Former co-worker Herb Roder, now president of ARES, recalled Warin as a “very talented” gun designer. And the 1974 court case made it clear to co-workers that Warin had strong convictions. His career didn't suffer from it.

By 1999, he had retired and was living on about $1,000 a month in Social Security payments. He tried to buy a gun - a time when background checks had been phased into law. He said he dutifully disclosed he was a felon, but thought Judge Young's waiver would let him buy a gun. It didn't, and the quest resumed.

When federal authorities wouldn't give him an audience to discuss the matter, he told a Sandusky FBI agent that he could “bring a bomb to your place.” Warin insisted the bomb would be inoperable, but agents still raided Warin's tri-story home in Oak Harbor that he shares with a wife and a grown, disabled son. Agents confiscated 22 weapons, but didn't arrest Warin.

In neat, handwritten motions he signed with only his last name, Warin fought the seizure in civil court as a violation of his Second Amendment rights. But the judges sided with prosecutors, who said Judge Young's special waiver three decades ago applied only during Warin's three-year probation period. Afterward, he was a regular felon with no right to guns.

Deciding again to get arrested, Warin learned of a Kansas man convicted a decade ago for making a homemade silencer. So he made the same kind of silencers and dropped them off to Oak Harbor police officers in 2001.

Nothing happened.

Six months later, a frustrated Warin ran a legal notice in a Port Clinton newspaper describing what he had done. He complained that “indictment should have been the consequence.”

Nothing happened.

Warin grew impatient again.

“To tell you the truth, I was at the end of my rope,” he recalled. “I was pushing the envelope, and still it was like fighting a pillow. I finally decided to go through the envelope.”
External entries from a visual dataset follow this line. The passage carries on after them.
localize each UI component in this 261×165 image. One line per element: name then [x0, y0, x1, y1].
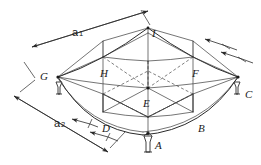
point-label-c: C	[245, 88, 253, 100]
dimension-right-upper	[205, 39, 237, 50]
node-dot-c	[236, 75, 239, 78]
anchor-icon-g	[56, 82, 62, 94]
dimension-a1: a 1	[24, 10, 150, 78]
grid-mesh-nw-3	[103, 33, 148, 57]
point-label-b: B	[198, 122, 205, 134]
hyperbolic-paraboloid-diagram: a 1 a 2	[0, 0, 261, 165]
plan-edge-lower-right	[148, 94, 193, 117]
point-label-h: H	[99, 67, 109, 79]
dimension-right-upper-tail	[226, 46, 237, 50]
grid-line-ridge-lower-left	[103, 112, 148, 117]
dimension-d-upper-tail	[90, 124, 98, 127]
dimension-a2-label: a	[54, 117, 61, 129]
figure-root: a 1 a 2	[0, 0, 261, 165]
grid-line-ridge-upper-right	[148, 57, 193, 61]
dimension-right-lower-tail	[242, 59, 253, 63]
anchor-icon-c	[234, 82, 240, 94]
dimension-a1-subscript: 1	[79, 29, 83, 38]
node-dot-i	[147, 27, 150, 30]
dimension-a1-ext-right	[141, 10, 150, 25]
anchor-icon-g-shape	[56, 82, 62, 94]
dimension-right-lower	[221, 52, 253, 63]
dimension-a1-ext-left	[24, 62, 35, 78]
edge-curve-g-a-outer	[58, 77, 143, 135]
plan-edge-right-up	[193, 41, 238, 77]
point-label-g: G	[40, 70, 48, 82]
grid-mesh-hidden-1	[103, 57, 148, 88]
dimension-a2-ext-top	[20, 80, 35, 92]
dimension-d-lower-tail	[108, 137, 118, 141]
dimension-a2-ext-bottom	[110, 132, 125, 148]
arrow-icon-d-upper	[72, 119, 90, 124]
dimension-d-upper	[72, 119, 98, 128]
dimension-a2-subscript: 2	[61, 120, 65, 129]
grid-mesh-nw-1	[103, 88, 148, 112]
grid-mesh-ne-1	[148, 88, 193, 112]
grid-mesh-ne-2	[193, 57, 238, 77]
grid-mesh-hidden-5	[103, 71, 148, 94]
node-dot-e	[146, 86, 149, 89]
dimension-a1-label: a	[72, 26, 79, 38]
grid-line-ridge-lower-right	[148, 112, 193, 117]
anchor-icon-a-shape	[144, 136, 152, 152]
grid-mesh-nw-4	[58, 57, 103, 77]
dimension-a2: a 2	[14, 80, 125, 152]
anchor-icon-a	[144, 136, 152, 152]
arrow-icon-right-lower	[221, 52, 242, 59]
plan-edge-left-up	[58, 41, 103, 77]
anchor-icon-c-shape	[234, 82, 240, 94]
point-label-i: I	[151, 27, 157, 39]
node-dot-g	[56, 75, 59, 78]
plan-edge-left-down	[58, 77, 103, 94]
point-label-a: A	[154, 139, 162, 151]
plan-edge-upper-left	[103, 28, 148, 41]
grid-line-ridge-upper-left	[103, 57, 148, 61]
point-label-e: E	[142, 97, 150, 109]
edge-curve-a-c-outer	[143, 77, 238, 135]
point-label-f: F	[191, 67, 199, 79]
grid-mesh-hidden-2	[148, 57, 193, 88]
point-label-d: D	[101, 122, 110, 134]
arrow-icon-a1-start	[32, 11, 148, 47]
edge-curve-a-c-inner	[143, 79, 237, 133]
plan-edge-lower-left	[103, 94, 148, 117]
arrow-icon-right-upper	[205, 39, 226, 46]
grid-mesh-hidden-6	[148, 71, 193, 94]
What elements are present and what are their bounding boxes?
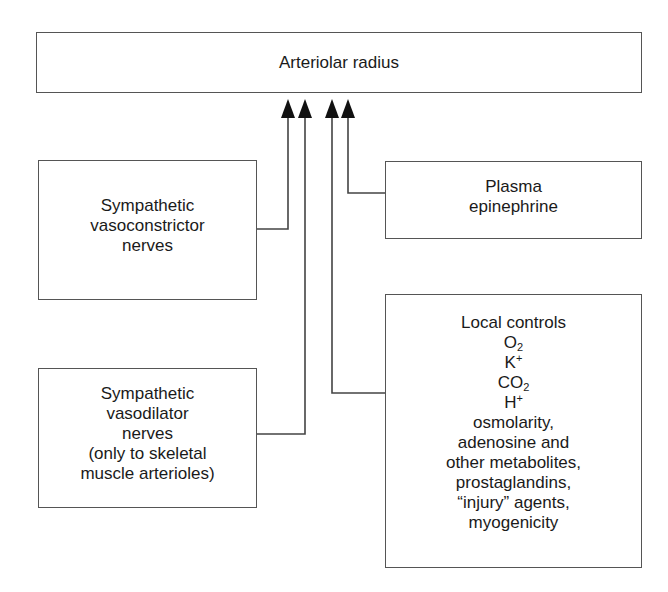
local-control-line-3: other metabolites, [446,453,581,473]
local-control-co2: CO2 [498,373,530,393]
sympathetic-vasoconstrictor-box: Sympathetic vasoconstrictor nerves [38,160,257,300]
co2-base: CO [498,373,524,392]
local-control-line-2: adenosine and [458,433,570,453]
k-base: K [505,353,516,372]
epinephrine-line-1: Plasma [485,177,542,197]
arrowhead-icon [298,99,312,118]
edge-vasodilator-to-radius [256,116,305,434]
local-control-h: H+ [504,393,523,413]
vasoconstrictor-line-3: nerves [122,236,173,256]
arrowhead-icon [341,99,355,118]
epinephrine-line-2: epinephrine [469,197,558,217]
h-base: H [504,393,516,412]
local-controls-box: Local controls O2 K+ CO2 H+ osmolarity, … [385,294,642,568]
local-control-o2: O2 [504,333,523,353]
vasodilator-line-2: vasodilator [106,404,188,424]
edge-local-controls-to-radius [332,116,385,393]
vasodilator-line-3: nerves [122,424,173,444]
local-control-k: K+ [505,353,523,373]
local-control-line-1: osmolarity, [473,413,554,433]
vasodilator-line-1: Sympathetic [101,384,195,404]
arteriolar-radius-label: Arteriolar radius [279,53,399,73]
vasoconstrictor-line-1: Sympathetic [101,196,195,216]
local-controls-title: Local controls [461,313,566,333]
vasoconstrictor-line-2: vasoconstrictor [90,216,204,236]
vasodilator-line-5: muscle arterioles) [80,464,214,484]
local-control-line-5: “injury” agents, [457,493,569,513]
local-control-line-4: prostaglandins, [456,473,571,493]
vasodilator-line-4: (only to skeletal [88,444,206,464]
co2-subscript: 2 [523,381,529,393]
edge-epinephrine-to-radius [348,116,385,193]
o2-base: O [504,333,517,352]
plasma-epinephrine-box: Plasma epinephrine [385,161,642,239]
local-control-line-6: myogenicity [469,513,559,533]
h-superscript: + [516,392,522,404]
sympathetic-vasodilator-box: Sympathetic vasodilator nerves (only to … [38,368,257,508]
arrowhead-icon [281,99,295,118]
k-superscript: + [516,352,522,364]
arteriolar-radius-box: Arteriolar radius [36,32,642,93]
arrowhead-icon [325,99,339,118]
edge-vasoconstrictor-to-radius [256,116,288,229]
The package arrived in the U.S. Attorney's office in Toledo about 12:30 p.m. on a Monday. An employee signed for it, but immediately became suspicious of what could be inside.

A security officer X-rayed it, and it was eventually opened. Inside was a small, homemade gun capable of firing 22-caliber bullets. Attached was a cardboard silencer. A one-page letter was enclosed asking for “prosecution and return of property.” It was signed “sincerely, Warin.”
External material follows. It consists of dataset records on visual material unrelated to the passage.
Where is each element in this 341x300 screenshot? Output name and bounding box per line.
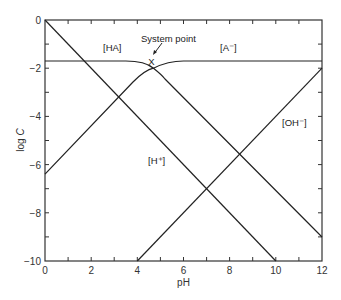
log-concentration-diagram: 0 2 4 6 8 10 12 pH 0 −2 −4 −6 −8 −10 log… xyxy=(0,0,341,300)
x-tick-6: 6 xyxy=(181,265,187,276)
x-tick-8: 8 xyxy=(227,265,233,276)
y-tick-minus2: −2 xyxy=(30,63,42,74)
x-axis-ticks xyxy=(68,20,299,261)
x-tick-2: 2 xyxy=(88,265,94,276)
y-tick-minus4: −4 xyxy=(30,111,42,122)
y-tick-0: 0 xyxy=(35,15,41,26)
y-tick-minus8: −8 xyxy=(30,208,42,219)
y-tick-minus10: −10 xyxy=(24,256,41,267)
x-tick-4: 4 xyxy=(135,265,141,276)
h-plus-line xyxy=(45,20,276,261)
x-tick-10: 10 xyxy=(270,265,282,276)
oh-minus-label: [OH⁻] xyxy=(282,117,307,128)
ha-label: [HA] xyxy=(103,42,121,53)
system-point-marker: X xyxy=(148,56,155,67)
system-point-label: System point xyxy=(141,33,196,44)
h-plus-label: [H⁺] xyxy=(148,155,165,166)
plot-frame xyxy=(45,20,322,261)
x-axis-label: pH xyxy=(177,277,190,288)
a-minus-curve xyxy=(45,61,322,174)
y-axis-label: log C xyxy=(15,128,26,152)
a-minus-label: [A⁻] xyxy=(220,42,237,53)
ha-curve xyxy=(45,61,322,237)
y-axis-ticks xyxy=(45,44,322,237)
y-tick-minus6: −6 xyxy=(30,160,42,171)
x-tick-0: 0 xyxy=(42,265,48,276)
x-tick-12: 12 xyxy=(316,265,328,276)
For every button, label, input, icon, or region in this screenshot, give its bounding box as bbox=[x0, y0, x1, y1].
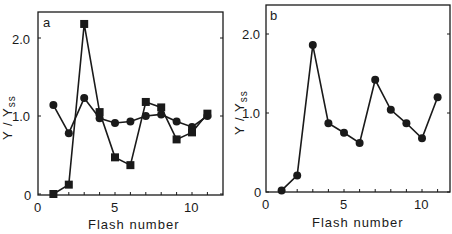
circle-marker bbox=[173, 117, 181, 125]
square-marker bbox=[49, 190, 57, 198]
y-axis-label-sub: ss bbox=[6, 95, 17, 107]
y-axis-label-main: Y / Y bbox=[0, 107, 15, 140]
panel-label: b bbox=[270, 8, 277, 23]
square-marker bbox=[80, 20, 88, 28]
y-axis-label-sub: ss bbox=[238, 90, 249, 102]
square-marker bbox=[111, 153, 119, 161]
x-tick-label: 10 bbox=[184, 200, 198, 215]
panel-label: a bbox=[43, 15, 51, 30]
square-marker bbox=[96, 108, 104, 116]
circle-marker bbox=[65, 129, 73, 137]
square-marker bbox=[65, 181, 73, 189]
circle-marker bbox=[340, 129, 348, 137]
data-series bbox=[49, 20, 211, 198]
square-marker bbox=[126, 161, 134, 169]
circle-marker bbox=[293, 171, 301, 179]
series-line-circles bbox=[282, 45, 438, 190]
square-marker bbox=[173, 135, 181, 143]
circle-marker bbox=[356, 139, 364, 147]
panel-a: a 0 5 10 0 1.0 2.0 Flash number Y / Yss bbox=[0, 12, 223, 232]
x-tick-label: 0 bbox=[34, 200, 41, 215]
circle-marker bbox=[371, 76, 379, 84]
x-tick-label: 5 bbox=[111, 200, 118, 215]
circle-marker bbox=[80, 94, 88, 102]
x-axis-label: Flash number bbox=[88, 217, 179, 232]
circle-marker bbox=[324, 119, 332, 127]
square-marker bbox=[203, 110, 211, 118]
circle-marker bbox=[49, 101, 57, 109]
y-tick-label: 2.0 bbox=[12, 32, 30, 47]
circle-marker bbox=[402, 119, 410, 127]
circle-marker bbox=[434, 93, 442, 101]
x-tick-label: 10 bbox=[414, 197, 428, 212]
circle-marker bbox=[111, 119, 119, 127]
circle-marker bbox=[387, 106, 395, 114]
x-tick-label: 0 bbox=[262, 197, 269, 212]
circle-marker bbox=[126, 117, 134, 125]
circle-marker bbox=[309, 41, 317, 49]
circle-marker bbox=[278, 186, 286, 194]
square-marker bbox=[142, 98, 150, 106]
y-tick-label: 0 bbox=[24, 188, 31, 203]
figure: a 0 5 10 0 1.0 2.0 Flash number Y / Yss … bbox=[0, 0, 452, 234]
y-axis-label: Y / Yss bbox=[0, 95, 17, 140]
x-tick-label: 5 bbox=[340, 197, 347, 212]
y-axis-label-main: Y / Y bbox=[232, 102, 247, 135]
y-tick-label: 0 bbox=[254, 185, 261, 200]
y-axis-label: Y / Yss bbox=[232, 90, 249, 135]
x-axis-label: Flash number bbox=[312, 215, 403, 230]
plot-frame bbox=[266, 5, 450, 192]
circle-marker bbox=[418, 134, 426, 142]
square-marker bbox=[157, 103, 165, 111]
y-ticks bbox=[266, 34, 450, 192]
y-tick-label: 2.0 bbox=[242, 27, 260, 42]
panel-b: b 0 5 10 0 1.0 2.0 Flash number Y / Yss bbox=[232, 5, 450, 230]
y-ticks bbox=[38, 38, 223, 194]
square-marker bbox=[188, 128, 196, 136]
data-series bbox=[278, 41, 442, 194]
Prosecutors would follow at least one of his wishes.

Two days later, on May 21, agents arrested Warin on weapons charges and confiscated more than 46,000 rounds of ammunition, six hand grenades, six firearms, four handguns, and diagrams of firearms and silencers, according to court records.

And prosecutors went one step further than their predecessors three decades ago: They put him in jail and fought to keep him there.

“He's increasingly desperate to gain attention, and his behavior is desperate over the years,” Mr. Weldon said. “In these times, with the heightened security alerts, why should we assume he's not a danger? We have to assume he is.”

Friends disagree.

“Francis is a good person. He's a compassionate person,” Mr. Roder said. “He is not a crackpot. He has very strong convictions - whether you agree with him or not.”

Warin's family declined to be interviewed for this story. Warin said his wife, who works in an Oak Harbor nursing home, hasn't been surprised by his actions: “She has been with me for 42 years.”

He dreams of a full-fledged hearing on his case before the U.S. Supreme Court. The pro-gun interpretation has been adopted by a growing number of scholars and even Attorney General John Aschroft - making it more likely the high court could eventually step in.

But Warin's prosecution likely won't be that test case.

Ms. Zemmelman gives it a “zero” chance. So does noted gun-rights advocate Stephen Halbrook, a Virginia attorney who has fought in many high-profile gun cases.

He scoffs at Warin's tactics.

“I don't know of any responsible Second Amendment advocates who would suggest that anybody get arrested,” he said.

Before being wheeled back to his cell, Warin said he has no regrets. His explanation comes with a simple shrug.

“I had to do what I had to do,” he said.